The absolute difference of trait means x is divided by the distance ratio (the distance between sample points over a dispersal kernel range) and pooled standard deviation.

And this leads me to my current adventure in evolutionary analysis: how to best visualize the pairwise divergence of multiple populations with overlapping dispersal kernels? In my case, I have phenotypic traits for 15 population. I would like to visualize the pair-wise difference in traits with respect to their geographic distance. To further complicate things, I’m not entirely sure what distance to assign for a standard dispersal kernel.

Neighbor-joining pond pairs for dispersal distance of 500m, 1000m, and 2500m.
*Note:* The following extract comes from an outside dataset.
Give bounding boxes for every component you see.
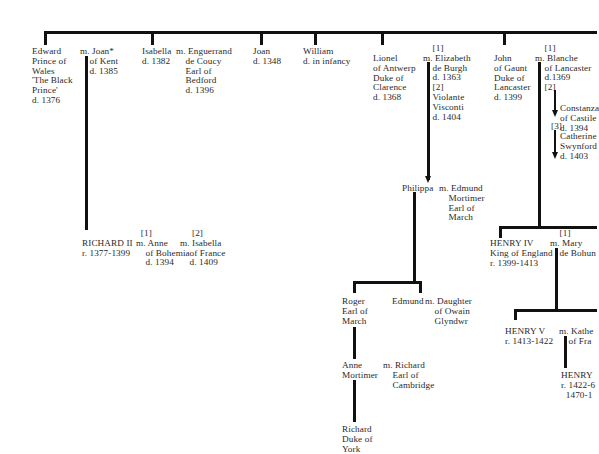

My strongest idea so far has been to display a pair-wise matrix with wright values in the lower triangle and geographic distance in the upper triangle. I ran an ANOVA on trait means by location and used the multiple Tukey HSD post hoc comparison p-values to assign a shading to significant divergence in the lower triangle. In the upper triangle, red shaded values indicate distances less than a 1000m dispersal kernels. The outlined squares in the lower triangle indicate significant divergence within a dispersal kernel, or microgeographic divergence as defined by Richardson et al. 2014. Since I’m not sure what an average dispersal distance might be, I ran the same analysis for 500m, 1000m, and 2500m (only the 1000m analysis is shown). To help illustrate the matrix, I’ve include a nearest neighbor joining spatial plot for each dispersal kernel distance (500m, 1000m, and 2500m).

Divergence matrix. The upper triangle is distance between populations (km) and red shading indicates distances less than 1000m. In the lower triangle are divergence values in wrights. Grey shading indicates significant divergence at the 0.05 level from Tukey HSD post hoc multiple comparison. Boxes indicate population pairs exhibiting microgeographic divergence (significant divergence within the dispersal range).

There is a lot of information digested into this one plot. So I’d be happy to hear any thought on how I could improve it.


1 Haldane, J.B.S. (1949). Suggestions as to quantitative measurement of rates of evolution. Evolution 3:51–56.

2 Gingerich, P.D. (1993). Quantification and comparison of evolutionary rates. American Journal of Science. 293-A, 453-478.

Richardson, J.L. et al. (2014). Microgeographic adaptation and the spatial scale of evolution. Trends in Ecology and Evolution. 29(3), 165-176.